Thursday, August 3, 2017

The Contour of the Mountains

Wow, it's only day 2 of interviews and I already have so much. These students are so articulate! Every single one talked about how it was a social program AND explained what that meant WITHOUT prompting. I have some pretty transformative stories of differences in behavior, but today I want to share the context of where I was: San Cristobal. Each morning, Julian picks me up on his scooter and off we go-the past two days up and down hills, like a roller coaster of sorts (don't worry, I'm wearing a helmet and going a max of 40k). Anyway, today was a 30 minute ride and up up up we went. It was beautiful, up in the mountains where they grow some of the flowers for the feria, and the city has made library parks. This particular one had an infamous, rotund Botero statue of a cat (see my Facebook) and an incredible 5 year old building with A/C (too much in my opinion!) and tinted windows. BEAUTIFUL space. But this was a neighborhood where violence was still very much a reality.
Three years ago, Walter, an 18 yr old flutist in La Red for 8 years, left the school and was approached by some of the combos as they call them. They pressured him to join their drug trade and also wanted his knowledge from being from another barrio. He refused to join so they brought him elsewhere and killed him. An 18 year old that had a future ahead of him, that was being resilient, that was on a new path. Gone.

As you can imagine, there was some serious grief after this incident and one of the staff interviews talked about how they had a workshop on grief to deal with it. It is instances like these that use reflection as a real life application, not just a "what did we do today" pedantic question. This really hit home as while I haven't had to deal with this exact situation there are many times where I too have frozen not knowing what to do with an abusive family relationship or a youth who doesn't feel safe going home.

Multiple times today, I saw youth from outside trying to peer in the tinted windows. It was pretty impressionable to see youth outside consuming substances (I won't make assumptions as to what) juxtaposed with youth preparing diligently on the inside of the A/C, wood floor building for the concert this evening.
But what's been amazing is while I've consistently heard that La Red is a social program about growing people, not musicians, I haven't heard the evangelical pitch of music saving lives, and yet, the anecdotes I've heard, couldn't be more clear, that it has. So much so that Walter gave his life for it-he felt that strongly.

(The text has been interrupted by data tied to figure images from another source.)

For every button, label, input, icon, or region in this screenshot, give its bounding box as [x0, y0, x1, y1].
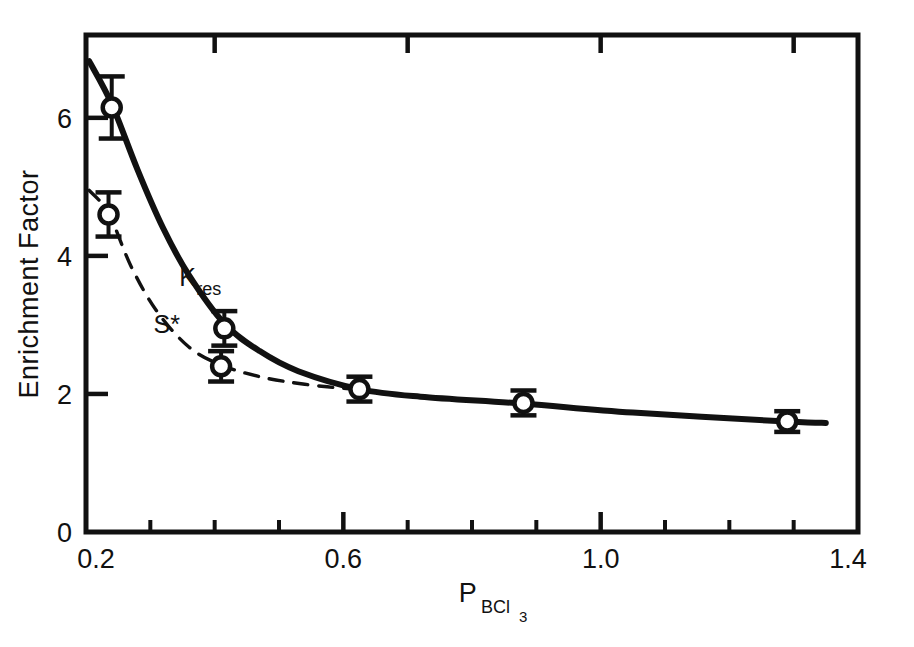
x-axis-label-subscript-number: 3 [519, 608, 527, 625]
x-axis-label-subscript: BCl [481, 597, 510, 617]
data-point-marker [514, 394, 532, 412]
data-point-marker [215, 319, 233, 337]
data-point-marker [778, 413, 796, 431]
series-error-bars [96, 76, 801, 431]
y-axis-tick-labels: 0246 [57, 104, 72, 548]
curve-kres [89, 61, 826, 423]
kres-label-base: K [179, 263, 196, 291]
series-label-kres: K res [179, 263, 221, 299]
series-label-sstar: S* [154, 310, 181, 338]
kres-label-subscript: res [196, 279, 221, 299]
data-point-marker [103, 98, 121, 116]
enrichment-factor-chart: 0.20.61.01.4 0246 Enrichment Factor P BC… [0, 0, 914, 647]
series-markers [100, 98, 797, 430]
y-tick-label: 2 [57, 380, 72, 410]
sstar-label: S* [154, 310, 181, 338]
x-axis-label: P BCl 3 [459, 578, 528, 625]
y-axis-ticks [86, 118, 108, 394]
data-point-marker [350, 380, 368, 398]
x-tick-label: 1.0 [582, 544, 620, 574]
x-tick-label: 1.4 [829, 544, 867, 574]
x-axis-tick-labels: 0.20.61.01.4 [77, 544, 867, 574]
y-tick-label: 0 [57, 518, 72, 548]
y-axis-label-text: Enrichment Factor [14, 169, 44, 398]
y-tick-label: 6 [57, 104, 72, 134]
x-tick-label: 0.2 [77, 544, 115, 574]
data-point-marker [212, 357, 230, 375]
y-tick-label: 4 [57, 242, 72, 272]
y-axis-label: Enrichment Factor [14, 169, 44, 398]
series-curves [89, 61, 826, 423]
x-tick-label: 0.6 [325, 544, 363, 574]
x-axis-top-ticks [215, 35, 794, 53]
data-point-marker [100, 205, 118, 223]
x-axis-label-base: P [459, 578, 478, 608]
figure-page: 0.20.61.01.4 0246 Enrichment Factor P BC… [0, 0, 914, 647]
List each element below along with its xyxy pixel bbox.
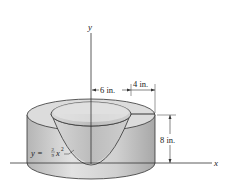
x-axis-label: x (213, 158, 218, 168)
equation-exponent: 2 (61, 146, 64, 152)
dimension-label-inner-radius: 6 in. (100, 85, 115, 95)
dimension-6in: 6 in. (92, 84, 131, 96)
equation-y: y = (30, 148, 43, 158)
dimension-8in: 8 in. (157, 115, 186, 163)
dimension-label-height: 8 in. (160, 135, 175, 145)
cylinder-with-parabolic-cavity-diagram: y x 6 in. 4 in. 8 in. y = 2 9 x 2 (0, 0, 230, 192)
dimension-label-rim-width: 4 in. (133, 79, 148, 89)
equation-x: x (55, 148, 60, 158)
y-axis-label: y (87, 22, 92, 32)
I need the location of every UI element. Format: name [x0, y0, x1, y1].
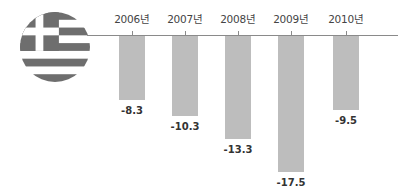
- value-label: -8.3: [107, 105, 157, 116]
- axis-tick: [185, 31, 186, 35]
- greece-flag-icon: [20, 12, 90, 82]
- bar: [278, 36, 304, 172]
- year-label: 2010년: [316, 11, 376, 26]
- axis-tick: [346, 31, 347, 35]
- bar: [333, 36, 359, 110]
- axis-tick: [132, 31, 133, 35]
- value-label: -13.3: [213, 144, 263, 155]
- year-label: 2008년: [208, 11, 268, 26]
- value-label: -10.3: [160, 121, 210, 132]
- axis-tick: [291, 31, 292, 35]
- value-label: -17.5: [266, 177, 316, 188]
- year-label: 2009년: [261, 11, 321, 26]
- axis-tick: [238, 31, 239, 35]
- bar: [119, 36, 145, 100]
- bar: [225, 36, 251, 139]
- year-label: 2006년: [102, 11, 162, 26]
- value-label: -9.5: [321, 115, 371, 126]
- bar: [172, 36, 198, 116]
- year-label: 2007년: [155, 11, 215, 26]
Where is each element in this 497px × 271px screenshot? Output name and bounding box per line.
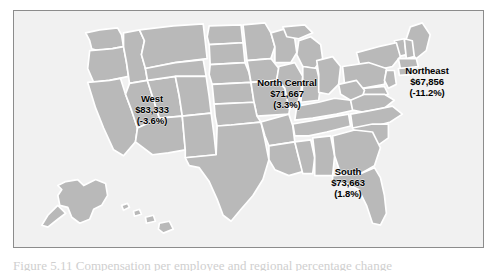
region-change-west: (-3.6%) <box>110 115 194 126</box>
region-value-northeast: $67,856 <box>385 76 469 87</box>
region-name-south: South <box>306 166 390 177</box>
state-hawaii-4 <box>158 221 173 233</box>
figure-caption: Figure 5.11 Compensation per employee an… <box>13 259 484 271</box>
state-michigan-up <box>283 25 313 39</box>
state-minnesota <box>243 23 275 61</box>
map-panel: West $83,333 (-3.6%) North Central $71,6… <box>13 10 484 248</box>
region-label-west: West $83,333 (-3.6%) <box>110 93 194 127</box>
figure-container: West $83,333 (-3.6%) North Central $71,6… <box>0 0 497 271</box>
region-change-south: (1.8%) <box>306 188 390 199</box>
state-alaska <box>58 180 108 224</box>
region-change-northeast: (-11.2%) <box>385 87 469 98</box>
state-northdakota <box>207 25 243 45</box>
region-value-north-central: $71,667 <box>235 88 339 99</box>
state-hawaii-3 <box>145 215 155 223</box>
state-newhampshire <box>404 39 414 59</box>
region-label-north-central: North Central $71,667 (3.3%) <box>235 77 339 111</box>
state-shapes-group <box>42 23 430 233</box>
region-value-west: $83,333 <box>110 104 194 115</box>
state-oregon <box>88 47 129 83</box>
region-label-northeast: Northeast $67,856 (-11.2%) <box>385 65 469 99</box>
state-hawaii-2 <box>133 209 141 216</box>
region-change-north-central: (3.3%) <box>235 99 339 110</box>
region-label-south: South $73,663 (1.8%) <box>306 166 390 200</box>
state-southdakota <box>209 43 245 65</box>
state-hawaii-1 <box>122 203 130 210</box>
us-regions-map <box>14 11 483 247</box>
state-alaska-tail <box>42 205 66 227</box>
region-name-north-central: North Central <box>235 77 339 88</box>
region-name-northeast: Northeast <box>385 65 469 76</box>
region-name-west: West <box>110 93 194 104</box>
region-value-south: $73,663 <box>306 177 390 188</box>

I wrote the following poem as I watched the beginning band with the backdrop of these youth from the street outside: :

Kids working hard, playing music, and the window behind them
The sun shining, street kids consuming
Peering in the tinted windows
Looking to see what was happening
Me looking back at them, the rest unphased, continuing to strive, to express themselves.
A maximum of 12 years old, these youth on the outside had potential too,
Locked inside of them, yearning to be discovered. But instead,
sedated,
psychologically altered,
prioritizing immediate gratification. The drugs. Hit. Hard.
How can this be? They already murdered Walter when he refused to be
One of Them. But lost that battle.
Lost his life and his possibility of another life-a trajectory
that had flutes instead of guns, music instead of drugs, friends instead of gangs.
The green mountains and agriculture creating the beautiful sillateros a la vez cultivating the coca and other substances. Providing the good and the bad.
Inside, a beautiful A/C building with its own statues, art gallery, and sounds of youth
practicing with esfuerzo for the concert hosted in the private theater that evening. Red velvet seats, and youth presenting on the stage
A mix of ages
Matching uniforms.
La red-a network of musicians, dreamers, youth who can truly change the world because they've changed their paths, had the possibility
to live, not just survive.
To dream, to unlock their potential
fuerte
A refuge
spirtually, musically, socially, atop that mountain daily
freeing themselves from the ignorance, the conflict, the tumult of San Cristobal.